Nitpick: here you can use a `case` instead of `if [[ ... ]] elif [[ ... ]] elif ...`:

    case "$DATE" in
      +*|-*)
        DATE=$(date -I -d" $DATE days") ;;
      tomorrow)
        DATE=$(date -I -d" +1 days") ;;
      yesterday)
        DATE=$(date -I -d" -1 days") ;;
    esac


Great idea. Welcome to the .txt family. A while ago I published Journal.TXT - a single-text file format for journals and the human multi-document format for writers. See https://journaltxt.github.io

PS: I also started Awesome .TXT - A collection of awesome .TXT tools, formats, services, tips & tricks and more. See https://github.com/officetxt/awesome-txt


Just checked it out a bit today. Looks like a lot of good stuff there. Thanks for sharing.


For a decade or so, I've been using `vim -o ~/{todo,progress,done}`

That gives me vim with three splits. Every day I add a new heading with the current date in the bottom split, then in the top one I list the things I plan to do that day. As new urgent work comes in throughout the day, I add it to the top split too. When I start working on something, I move it to the middle split. If I have to shift between tasks, I'll keep their entries in the middle split up to data with what i've done, next steps, etc. When I finish something, I move it from the middle split to the bottom split.

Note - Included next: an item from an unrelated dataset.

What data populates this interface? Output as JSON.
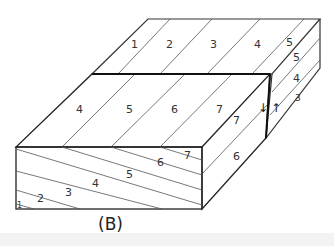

You can see a sample at https://imgur.com/a/jNa5Qp3

This helps me

* plan how much I can accomplish in a day

* limit the number of things I'm doing at once

* remember context when i do have to multitask

* explain to others (e.g. my manager) what i've been working on


This is great! I might end up doing something like `alias todo=vim -o ~/{todo,progress,done}`

edit: I was curious so pulled up the man page: changing -o to -O opens the windows horizontally stacked.


Yep, -o will have your work flow top to bottom, -O will have it flow left to right. I prefer the former because it gives me more horizontal space on each line.


This is so funny. It’s almost like a kanban board in vim. What’s your strategy for saving the files?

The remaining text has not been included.